The old guard is moving on, and the new biology, with all ofits promise, is trapped between a heavy and uncertain burden of regulation,price controls (AKA "reimbursement"), a lack of confident risk capital andtrouble meeting expectations. The science is much more nuanced than wasprojected to the public. We didn't lie. We just didn't know. Massiveindustrialization of R&D did not work to mitigate the long-expected patentcliff. Over we go. We've retrenched from the old R&D model as toobureaucratic, mechanical and uninspired, swinging back to academics and smallerfirms as the engines of discovery. 
 
Politicians speak of small business as a source of jobgrowth, but they must not be, including the many small life-science businesseswith which I engage here in the Midwest.

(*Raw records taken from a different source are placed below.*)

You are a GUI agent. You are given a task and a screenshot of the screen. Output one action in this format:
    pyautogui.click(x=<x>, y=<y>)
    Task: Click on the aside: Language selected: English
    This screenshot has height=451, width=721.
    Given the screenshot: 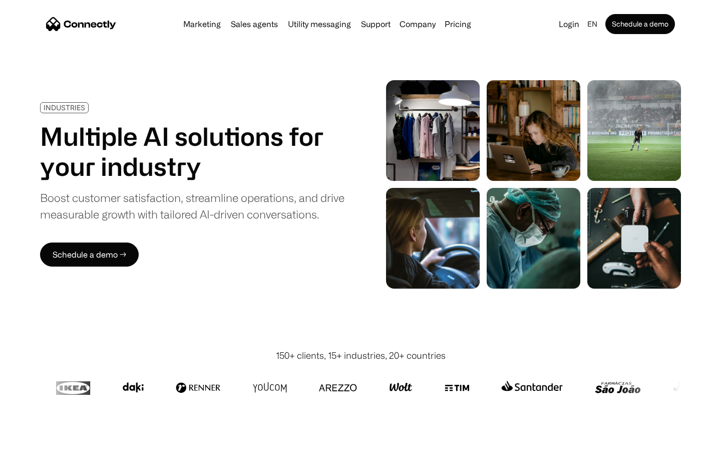 What is the action you would take?
    pyautogui.click(x=35, y=440)
    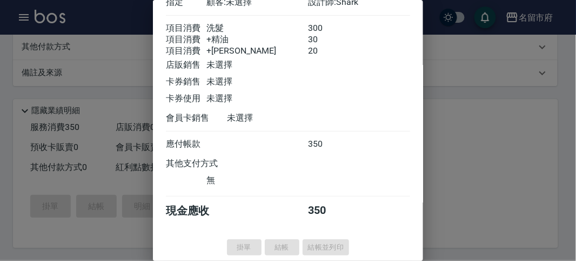 The height and width of the screenshot is (261, 576). What do you see at coordinates (329, 28) in the screenshot?
I see `div: 300` at bounding box center [329, 28].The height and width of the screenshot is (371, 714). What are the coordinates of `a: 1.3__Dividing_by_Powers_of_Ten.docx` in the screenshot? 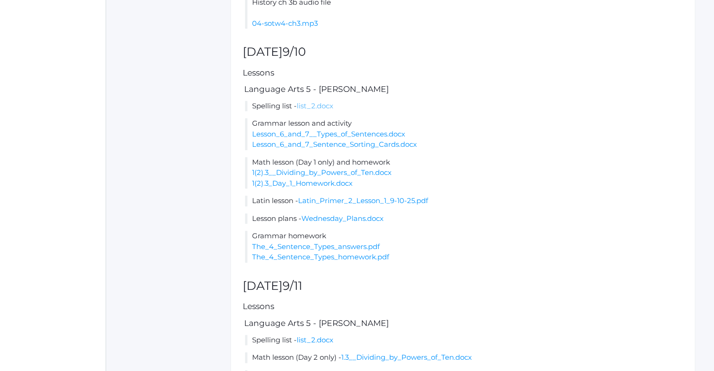 It's located at (406, 357). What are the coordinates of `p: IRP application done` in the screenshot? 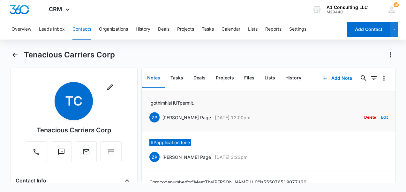 It's located at (170, 142). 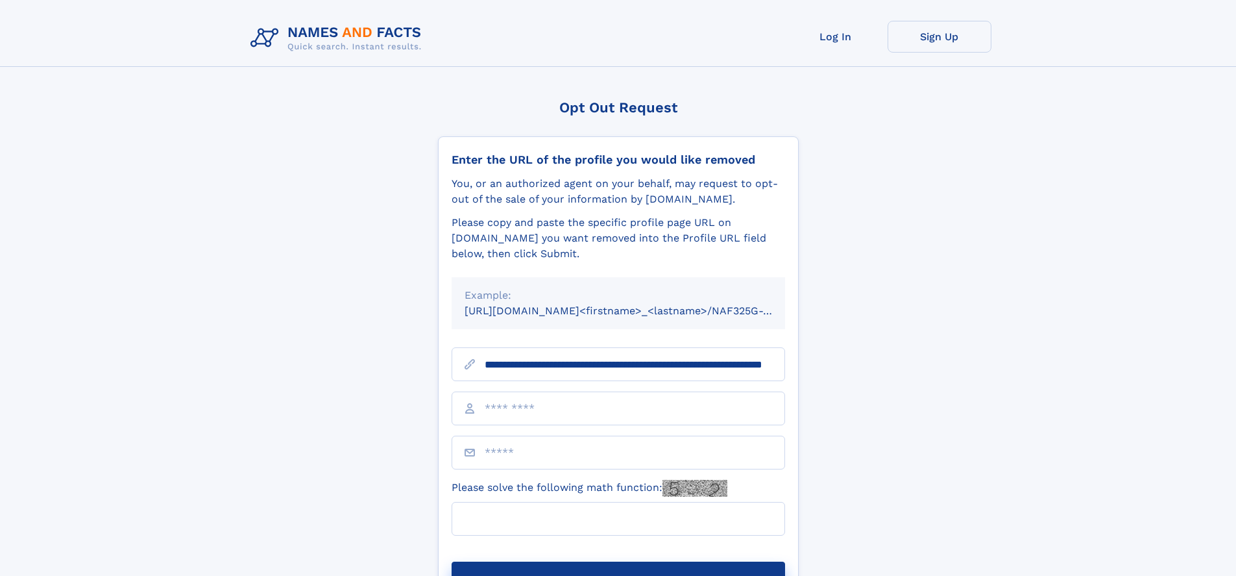 I want to click on div: Enter the URL of the profile you would like removed, so click(x=618, y=160).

The inputs are often universitytechnologies, and funding is tough beyond friends, family, angels and SBIR/STTRgrants. Even the proliferating business plan competitions can put a few beansin the pot. The bugs in this system are many.
 
Universities have been using a playbook based on fear oflosing on one of those very rare big wins. Don't pass the ball for fear ofeither a touchdown, incompletion or an interception. The safer bet is to stayin the huddle as the game clock runs out. Time and money is lost in theanalysis process and the expectation of reimbursement of IP expenses early on.Small angel funds then treat a $200,000 investment as if it were $200 million.That makes sense to them. Capital is a scarce commodity in a recession, andthese funds are tiny.
 
 
There are few venture funds left for life-science startups.Those that remain focus on later-stage deals such as driving sales after U.S.Food and Drug Administration (FDA) approval or funding projects that largerfirms spin out, de-risked somewhat after the preclinical work is done. 
 
The good news is that many are aware of this problem andexplore new, more open approaches. Perhaps the desire for blockbusterentrepreneurship can pass to a more personalized version that is lessbureaucratic, more about doing and then failing fast with grace. Today, we areseeing more corporate partnerships funding projects at small firms as largeorganizations have become less egotistical and isolationist. 
 
Drug discovery happened for decades in smaller firms, butlately, that has been accelerating. This impacts the instrument industry (moreauction sites as small firms fail) and the contract research organizationindustry (smaller projects with fewer molecules spread over more fragileclients). The impact on careers as the pace of creative destruction acceleratesis a change we do not like. It is more important than ever to locate in adynamic life-science cluster where an ecosystem of small and large firms,management talent and capital sources all co-exist. 
 
Several columns back, I wrote of attempts by professionalgroups to influence a comprehensive innovation strategy. Great minds arenoodling, and the tactical ideas are fine with respect to tax policy andreforming the FDA, but I've come to the conclusion that our biggest challengeis spiritual. There is far too much whining and pointing fingers to take timeto get down to doing.
 
 
Industry disappoints, and some want the government to do it.Government disappoints, and some want free enterprise to do it. Both play a roleand both will screw up now and then. I favor free enterprise because we canscrew up on a smaller scale, auction off our equipment and move on. It's toobad Freddie Mac and Fannie Mae could not have done that too. Government is badat stopping what it starts. They have no skin in the game other than ours, sothey take more of it. 
 
 
We've started the year 2012 off rather badly, with U.S. debtmatching GNP and political candidates and their advocates throwing mud. In freeenterprise, we have winners and losers, just as we do in football. It's OK.Labs and plants will close as others sprout up. If you take a greater risk, youget a greater reward, or more likely, you get nothing at all. This works verywell in the aggregate.
 
 
I've made foolish investments (in retrospect) and sufferedthe consequences. Moving from the 1 percent back to the 99 percent is not fun,but I own my decisions. What I like even less is government making foolishinvestments with my money and yours. There is never an apology.
 
So here we are, stuck! Your assignment in this criticalelection year is to explain how and why free enterprise works—warts and all. Wemust explain the complexity of biology and disease. On both fronts, there willbe forces pointing to egregious examples, often out of context, to attract thevotes of our friends and neighbors. If we allow this to happen, withoutcountering the shouting with wisdom, we will be stuck for decades. Policy, likemedical decisions, should be based on evidence, not magic. Evidence to supportpolicy should not be selected from a menu; policy should be derived fromevidence. In 2012, we need to get this right.
 
Peter T. Kissinger isprofessor of chemistry at Purdue University, chairman emeritus of BASi and adirector of Chembio Diagnostics, Phlebotics and Prosolia.